When it was first published, Radical Tragedy was hailed as a groundbreaking reassessment of the drama of Shakespeare and his contemporaries. An engaged reading of the past with compelling contemporary significance, Radical Tragedy remains a landmark study of Renaissance drama and a classic of cultural materialist criticism. The corrected and reissued third edition of this critically acclaimed work includes a candid new Preface by the author and features a Foreword by Terry Eagleton.
When it was first published, Radical Tragedy was hailed as a groundbreaking reassessment of the drama of Shakespeare and his contemporaries. An engaged reading of the past with compelling contemporary significance, Radical Tragedy remains a landmark study of Renaissance drama and a classic of cultural materialist criticism.
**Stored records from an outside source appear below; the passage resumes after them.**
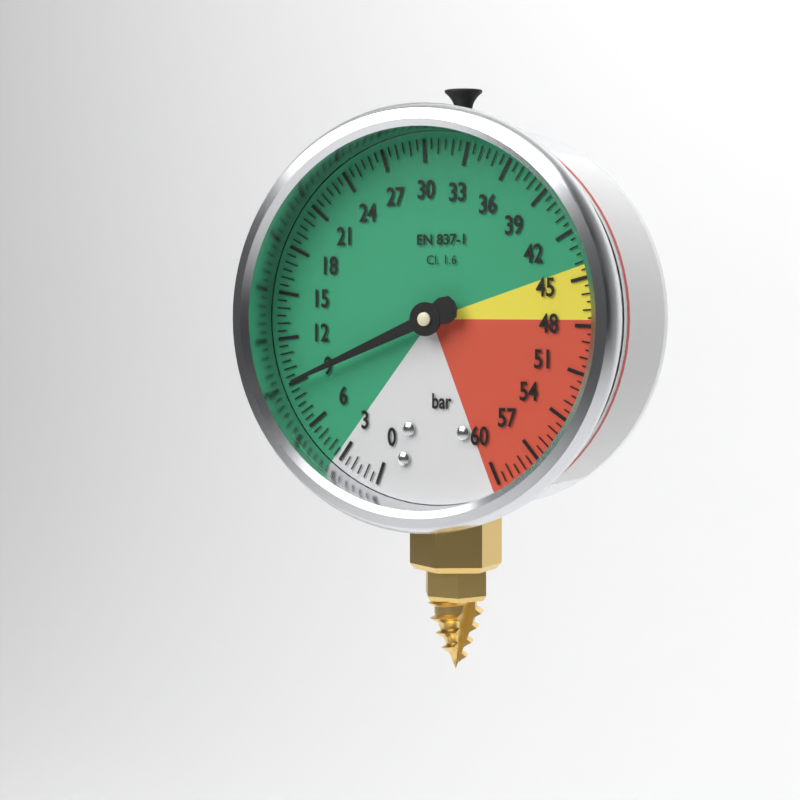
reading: 9.0 bar
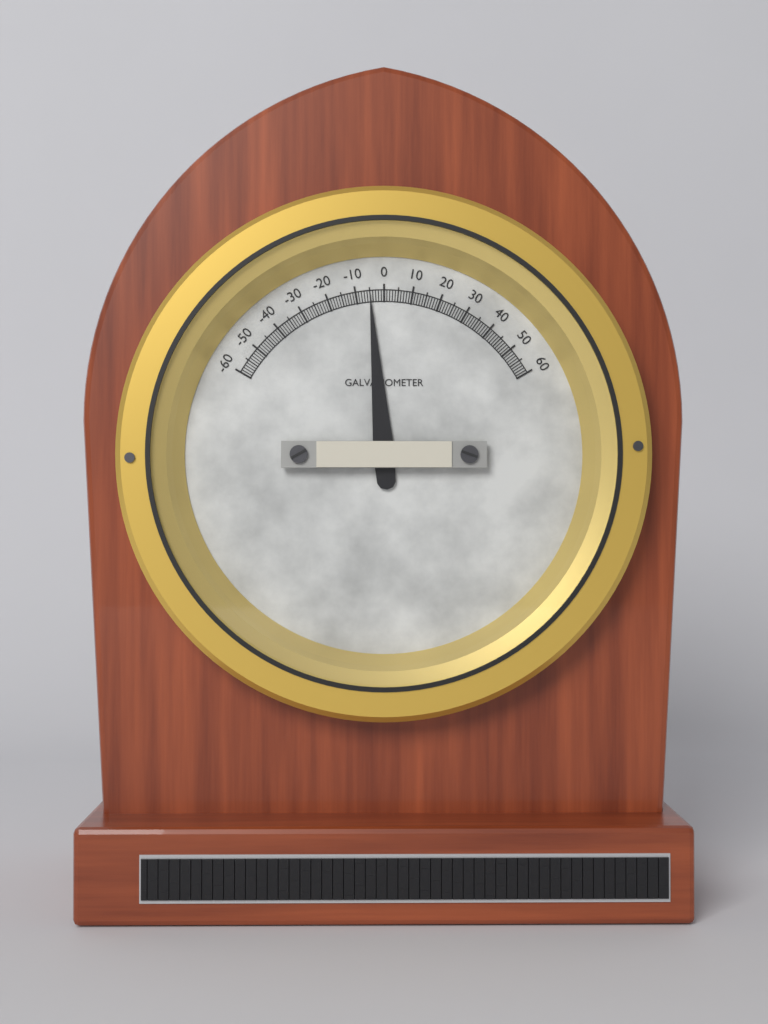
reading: -5 (no unit)
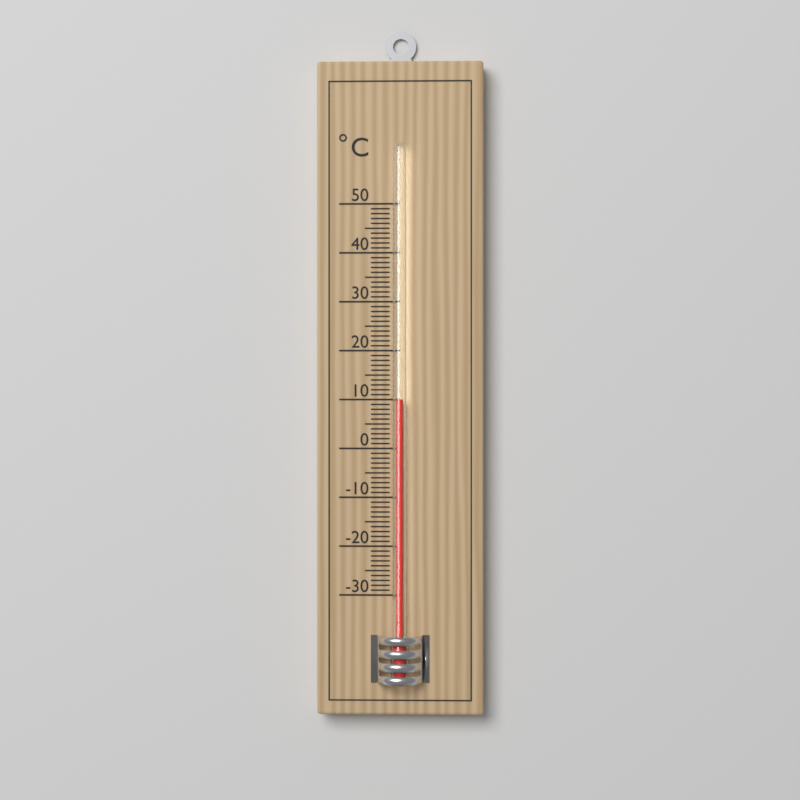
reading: 10 °C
The corrected and reissued third edition of this critically acclaimed work includes a candid new Preface by the author and features a Foreword by Terry Eagleton.
JONATHAN DOLLIMORE was formerly Professor of English at the University of York, UK. His books include Political Shakespeare: Essays in Cultural Materialism (with Alan Sinfield, 1985, 2nd ed 1994), Sexual Dissidence: Augustine to Wilde, Freud to Foucault (1991), Death, Desire and Loss in Western Culture (1998), and Sex, Literature and Censorship (2000).
Inhaltsangabe
Acknowledgements.- Foreword; T.Eagleton.- Preface to the Reissued Third Edition.- Introduction to the Third Edition.- Introduction to the Second Edition.- PART I: RADICAL DRAMA: ITS CONTEXTS AND EMERGENCE.- Contexts.- Emergence: Marston's Antonio Plays (c.1599-1601) and Shakespeare's Troilus and Cressida (c.1601-2).- PART II: STRUCTURE, MIMESIS, PROVIDENCE.- Structure: From Resolution to Dislocation.- Renaissance Literary Theory: Two Concepts of Mimesis.- The Disintegration of Providentialist Belief.- Dr Faustus (c.1589-92): Subversion Through Transgression.- Mustapha (c.1594-6): Ruined Aesthetic, Ruined Theology.- Sejanus (1603): History and Realpolitik.- The Revenger's Tragedy (c.1606): Providence, Parody and Black Camp.- PART III: MAN DECENTRED.- Subjectivity and Social Process.- Bussy D'Ambois (c.1604): A Hero at Court.- King Lear (c.1605-6) and Essentialist Humanism.- Antony and Cleopatra (c.1607): Virtus under Erasure.- Coriolanus (c.1608): The Chariot Wheel and its Dust.- The White Devil (1612): Transgression Without Virtue.- PART IV: SUBJECTIVITY: IDEALISM VERSUS MATERIALISM.- Beyond Essentialist Humanism.- Notes.- Bibliography of Work Cited.- Index of Names and Texts.- Index of Subjects.
Acknowledgements.- Foreword; T.Eagleton.- Preface to the Reissued Third Edition.- Introduction to the Third Edition.- Introduction to the Second Edition.- PART I: RADICAL DRAMA: ITS CONTEXTS AND EMERGENCE.- Contexts.- Emergence: Marston's Antonio Plays (c.1599-1601) and Shakespeare's Troilus and Cressida (c.1601-2).- PART II: STRUCTURE, MIMESIS, PROVIDENCE.- Structure: From Resolution to Dislocation.- Renaissance Literary Theory: Two Concepts of Mimesis.- The Disintegration of Providentialist Belief.- Dr Faustus (c.1589-92): Subversion Through Transgression.- Mustapha (c.1594-6): Ruined Aesthetic, Ruined Theology.- Sejanus (1603): History and Realpolitik.- The Revenger's Tragedy (c.1606): Providence, Parody and Black Camp.- PART III: MAN DECENTRED.- Subjectivity and Social Process.- Bussy D'Ambois (c.1604): A Hero at Court.- King Lear (c.1605-6) and Essentialist Humanism.- Antony and Cleopatra (c.1607): Virtus under Erasure.- Coriolanus (c.1608): The Chariot Wheel and its Dust.- The White Devil (1612): Transgression Without Virtue.- PART IV: SUBJECTIVITY: IDEALISM VERSUS MATERIALISM.- Beyond Essentialist Humanism.- Notes.- Bibliography of Work Cited.- Index of Names and Texts.- Index of Subjects.